Alexander Votes for Balanced Budget

Press Release

Date: May 5, 2015
Location: Washington, DC

U.S. Senator Lamar Alexander (R-Tenn.) today made the following statement after voting for the 2016 fiscal year budget:

"Today, I voted for the budget because it is a long-overdue starting point to help bring the federal government's $18 trillion debt under control. This budget balances in nine years without raising taxes and proposes to take some initial steps to slow the growth of out-of-control mandatory entitlement spending."

Alexander continued, "Passing a budget is a good first step, but we still have more work to do. The federal debt is not the result of overspending on the military, highways or cancer research. We must continue to fund these priorities and pass a plan like the Fiscal Sustainability Act Sen. Corker and I introduced last Congress to slow the growth of entitlement spending by nearly $1 trillion over 10 years."

Today's vote was on a conference report that is the result of an agreement between the U.S. House of Representatives and the Senate on a budget resolution. Congress can now move forward with the so-called "reconciliation" process, which requires committees to produce legislation to reduce federal spending.

Alexander noted that mandatory spending -- which includes out-of-control entitlement spending that is driving the growth in the federal debt -- made up about 60 percent of overall federal spending in 2014. Discretionary spending -- the part of the budget that is already subject to spending caps under the Budget Control Act -- made up about 34 percent of federal spending in 2014 and funds national defense, national labs, national parks and other federal priorities.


# What is needed
All of the entries below should be returned verbatim, apart from the pictures.

Entries from a visual dataset
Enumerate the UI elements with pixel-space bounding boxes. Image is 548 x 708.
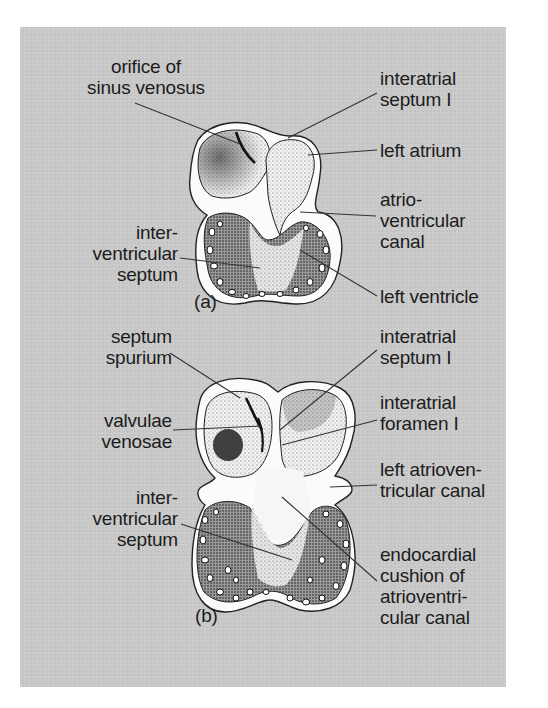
label-endocardial-cushion: endocardial cushion of atrioventri- cula… xyxy=(380,544,476,628)
label-interatrial-foramen: interatrial foramen I xyxy=(380,392,458,434)
label-left-atrium: left atrium xyxy=(380,140,461,161)
label-interventricular-septum-b: inter- ventricular septum xyxy=(70,487,178,550)
caption-a: (a) xyxy=(194,291,217,312)
label-interatrial-septum-b: interatrial septum I xyxy=(380,326,456,368)
label-interventricular-septum-a: inter- ventricular septum xyxy=(70,222,178,285)
label-left-ventricle: left ventricle xyxy=(380,286,479,307)
caption-b: (b) xyxy=(195,605,218,626)
label-interatrial-septum-a: interatrial septum I xyxy=(380,68,456,110)
label-atrioventricular-canal: atrio- ventricular canal xyxy=(380,189,465,252)
label-septum-spurium: septum spurium xyxy=(80,326,172,368)
label-orifice-sinus-venosus: orifice of sinus venosus xyxy=(66,56,226,98)
label-left-av-canal: left atrioven- tricular canal xyxy=(380,459,485,501)
heart-b xyxy=(192,378,355,612)
label-valvulae-venosae: valvulae venosae xyxy=(80,410,172,452)
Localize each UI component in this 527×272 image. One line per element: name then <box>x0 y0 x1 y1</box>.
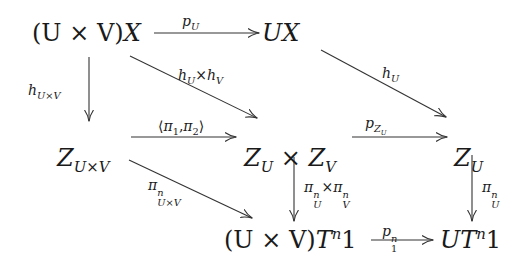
label-hu-x-hv-b-sub: V <box>216 75 223 86</box>
node-zu-x-zv-a: Z <box>244 144 261 172</box>
label-h-uxv: hU×V <box>28 83 61 97</box>
label-p-u-sub: U <box>191 21 199 32</box>
label-pi-nv-b: π <box>333 179 342 195</box>
label-pi-n-uxv: πnU×V <box>148 178 181 209</box>
node-uxv-x-prefix: (U × V) <box>32 19 124 47</box>
arrow-h-u <box>321 50 446 117</box>
label-hu-x-hv-b: h <box>207 67 216 83</box>
node-zu-main: Z <box>454 144 471 172</box>
node-z-uxv-sub: U×V <box>74 158 110 176</box>
node-z-uxv: ZU×V <box>57 146 109 170</box>
node-uxv-tn1-sup: n <box>332 225 342 243</box>
label-p-zu-sub: Z <box>374 123 381 134</box>
label-pi-n-uxv-main: π <box>148 177 157 193</box>
node-u-tn1-prefix: U <box>440 226 460 254</box>
label-p1-n: pn1 <box>382 224 397 255</box>
node-uxv-tn1: (U × V)Tn1 <box>224 228 357 252</box>
label-pi-nu-x-pi-nv: πnU×πnV <box>304 180 349 211</box>
node-zu-x-zv: ZU × ZV <box>244 146 336 170</box>
node-u-tn1: UTn1 <box>440 228 501 252</box>
node-ux-main: UX <box>262 19 299 47</box>
node-uxv-x: (U × V)X <box>32 21 141 45</box>
label-pi-nu-x-pi-nv-times: × <box>321 179 333 195</box>
node-uxv-tn1-prefix: (U × V) <box>224 226 316 254</box>
label-pi-n-u: πnU <box>482 180 499 211</box>
label-hu-x-hv-a: h <box>178 67 187 83</box>
label-pi12: ⟨π1,π2⟩ <box>158 119 204 133</box>
node-zu-x-zv-times: × <box>273 144 308 172</box>
label-hu-x-hv-times: × <box>195 67 207 83</box>
node-zu-x-zv-a-sub: U <box>261 158 274 176</box>
node-uxv-x-main: X <box>124 19 141 47</box>
node-z-uxv-main: Z <box>57 144 74 172</box>
label-h-u-sub: U <box>391 73 399 84</box>
node-zu-sub: U <box>471 158 484 176</box>
node-zu-x-zv-b: Z <box>309 144 326 172</box>
node-u-tn1-sup: n <box>476 225 486 243</box>
node-u-tn1-post: 1 <box>486 226 501 254</box>
label-p-zu: pZU <box>365 116 387 133</box>
label-p1-n-main: p <box>382 223 391 239</box>
node-ux: UX <box>262 21 299 45</box>
label-pi-n-u-sub: U <box>491 200 499 210</box>
label-p-zu-subsub: U <box>381 129 387 137</box>
label-pi-n-u-main: π <box>482 179 491 195</box>
label-h-uxv-main: h <box>28 82 37 98</box>
label-hu-x-hv: hU×hV <box>178 68 223 82</box>
label-pi12-pi1: π <box>163 118 172 134</box>
node-uxv-tn1-t: T <box>316 226 332 254</box>
arrow-hu-x-hv <box>130 56 257 118</box>
node-zu-x-zv-b-sub: V <box>325 158 336 176</box>
label-p1-n-sub: 1 <box>391 244 397 254</box>
node-uxv-tn1-post: 1 <box>341 226 356 254</box>
label-h-u-main: h <box>382 65 391 81</box>
label-p-zu-main: p <box>365 115 374 131</box>
label-p-u-main: p <box>182 13 191 29</box>
label-h-uxv-sub: U×V <box>37 90 61 101</box>
label-pi12-rangle: ⟩ <box>199 118 204 134</box>
label-pi-nu-a-sub: U <box>313 200 321 210</box>
label-p-u: pU <box>182 14 199 28</box>
label-h-u: hU <box>382 66 399 80</box>
node-u-tn1-t: T <box>460 226 476 254</box>
node-zu: ZU <box>454 146 483 170</box>
label-pi-nv-b-sub: V <box>342 200 349 210</box>
label-pi-n-uxv-sub: U×V <box>157 198 181 208</box>
commutative-diagram: (U × V)X UX ZU×V ZU × ZV ZU (U × V)Tn1 U… <box>0 0 527 272</box>
label-pi12-pi2: π <box>183 118 192 134</box>
label-pi-nu-a: π <box>304 179 313 195</box>
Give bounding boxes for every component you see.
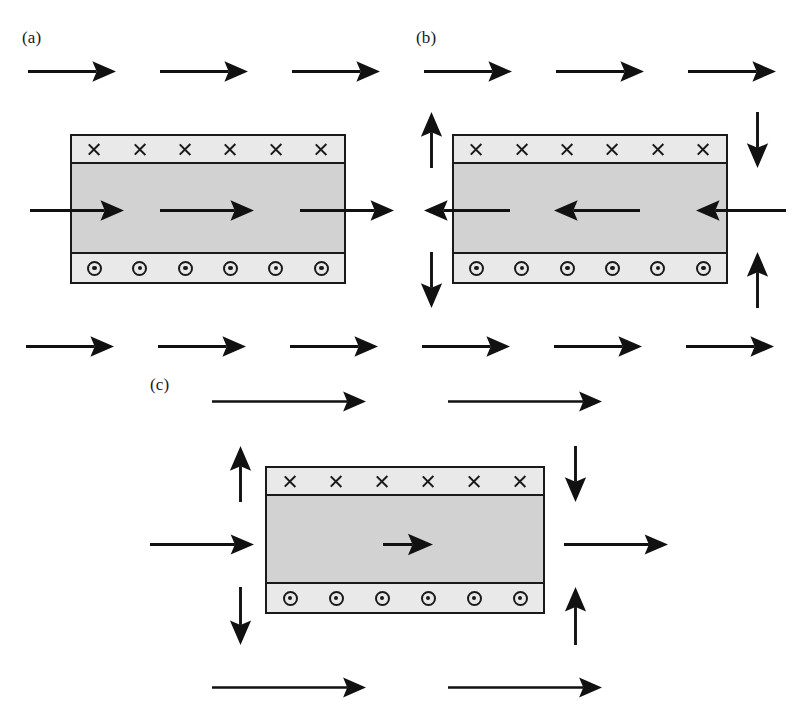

# Task solution
Enumerate the UI elements with pixel-space bounding boxes. Image is 548 x 708.
label-endocardial-cushion: endocardial cushion of atrioventri- cula… xyxy=(380,544,476,628)
label-interatrial-foramen: interatrial foramen I xyxy=(380,392,458,434)
label-left-atrium: left atrium xyxy=(380,140,461,161)
label-interventricular-septum-b: inter- ventricular septum xyxy=(70,487,178,550)
caption-a: (a) xyxy=(194,291,217,312)
label-interatrial-septum-b: interatrial septum I xyxy=(380,326,456,368)
label-interventricular-septum-a: inter- ventricular septum xyxy=(70,222,178,285)
label-left-ventricle: left ventricle xyxy=(380,286,479,307)
caption-b: (b) xyxy=(195,605,218,626)
label-interatrial-septum-a: interatrial septum I xyxy=(380,68,456,110)
label-atrioventricular-canal: atrio- ventricular canal xyxy=(380,189,465,252)
label-septum-spurium: septum spurium xyxy=(80,326,172,368)
label-orifice-sinus-venosus: orifice of sinus venosus xyxy=(66,56,226,98)
label-left-av-canal: left atrioven- tricular canal xyxy=(380,459,485,501)
heart-b xyxy=(192,378,355,612)
label-valvulae-venosae: valvulae venosae xyxy=(80,410,172,452)
Localize each UI component in this 527×272 image. One line per element: name then <box>x0 y0 x1 y1</box>.
label-hu-x-hv-b-sub: V <box>216 75 223 86</box>
node-zu-x-zv-a: Z <box>244 144 261 172</box>
label-h-uxv: hU×V <box>28 83 61 97</box>
label-p-u-sub: U <box>191 21 199 32</box>
label-pi-nv-b: π <box>333 179 342 195</box>
label-pi-n-uxv: πnU×V <box>148 178 181 209</box>
node-uxv-x-prefix: (U × V) <box>32 19 124 47</box>
arrow-h-u <box>321 50 446 117</box>
label-hu-x-hv-b: h <box>207 67 216 83</box>
node-zu-main: Z <box>454 144 471 172</box>
node-z-uxv-sub: U×V <box>74 158 110 176</box>
node-z-uxv: ZU×V <box>57 146 109 170</box>
node-uxv-tn1-sup: n <box>332 225 342 243</box>
label-p-zu-sub: Z <box>374 123 381 134</box>
label-pi-n-uxv-main: π <box>148 177 157 193</box>
node-u-tn1-prefix: U <box>440 226 460 254</box>
label-p1-n: pn1 <box>382 224 397 255</box>
node-uxv-tn1: (U × V)Tn1 <box>224 228 357 252</box>
label-pi-nu-x-pi-nv: πnU×πnV <box>304 180 349 211</box>
node-zu-x-zv: ZU × ZV <box>244 146 336 170</box>
node-u-tn1: UTn1 <box>440 228 501 252</box>
node-ux-main: UX <box>262 19 299 47</box>
node-uxv-x: (U × V)X <box>32 21 141 45</box>
label-pi-nu-x-pi-nv-times: × <box>321 179 333 195</box>
node-uxv-tn1-prefix: (U × V) <box>224 226 316 254</box>
label-pi-n-u: πnU <box>482 180 499 211</box>
label-hu-x-hv-a: h <box>178 67 187 83</box>
label-pi12: ⟨π1,π2⟩ <box>158 119 204 133</box>
node-zu-x-zv-times: × <box>273 144 308 172</box>
label-hu-x-hv-times: × <box>195 67 207 83</box>
node-zu-x-zv-a-sub: U <box>261 158 274 176</box>
node-uxv-x-main: X <box>124 19 141 47</box>
node-z-uxv-main: Z <box>57 144 74 172</box>
label-h-u-sub: U <box>391 73 399 84</box>
node-zu-sub: U <box>471 158 484 176</box>
node-zu-x-zv-b: Z <box>309 144 326 172</box>
node-u-tn1-sup: n <box>476 225 486 243</box>
node-u-tn1-post: 1 <box>486 226 501 254</box>
label-p-zu: pZU <box>365 116 387 133</box>
label-p1-n-main: p <box>382 223 391 239</box>
node-ux: UX <box>262 21 299 45</box>
label-pi-n-u-sub: U <box>491 200 499 210</box>
label-p-zu-subsub: U <box>381 129 387 137</box>
label-pi-n-u-main: π <box>482 179 491 195</box>
label-h-uxv-main: h <box>28 82 37 98</box>
label-hu-x-hv: hU×hV <box>178 68 223 82</box>
label-pi12-pi1: π <box>163 118 172 134</box>
node-uxv-tn1-t: T <box>316 226 332 254</box>
arrow-hu-x-hv <box>130 56 257 118</box>
node-zu-x-zv-b-sub: V <box>325 158 336 176</box>
label-p1-n-sub: 1 <box>391 244 397 254</box>
node-uxv-tn1-post: 1 <box>341 226 356 254</box>
label-h-u-main: h <box>382 65 391 81</box>
label-p-zu-main: p <box>365 115 374 131</box>
label-p-u-main: p <box>182 13 191 29</box>
label-h-uxv-sub: U×V <box>37 90 61 101</box>
label-pi12-rangle: ⟩ <box>199 118 204 134</box>
label-pi-nu-a-sub: U <box>313 200 321 210</box>
label-p-u: pU <box>182 14 199 28</box>
label-h-u: hU <box>382 66 399 80</box>
node-u-tn1-t: T <box>460 226 476 254</box>
node-zu: ZU <box>454 146 483 170</box>
label-pi-nv-b-sub: V <box>342 200 349 210</box>
label-pi-n-uxv-sub: U×V <box>157 198 181 208</box>
commutative-diagram: (U × V)X UX ZU×V ZU × ZV ZU (U × V)Tn1 U… <box>0 0 527 272</box>
label-pi12-pi2: π <box>183 118 192 134</box>
label-pi-nu-a: π <box>304 179 313 195</box>
Give bounding boxes for every component you see.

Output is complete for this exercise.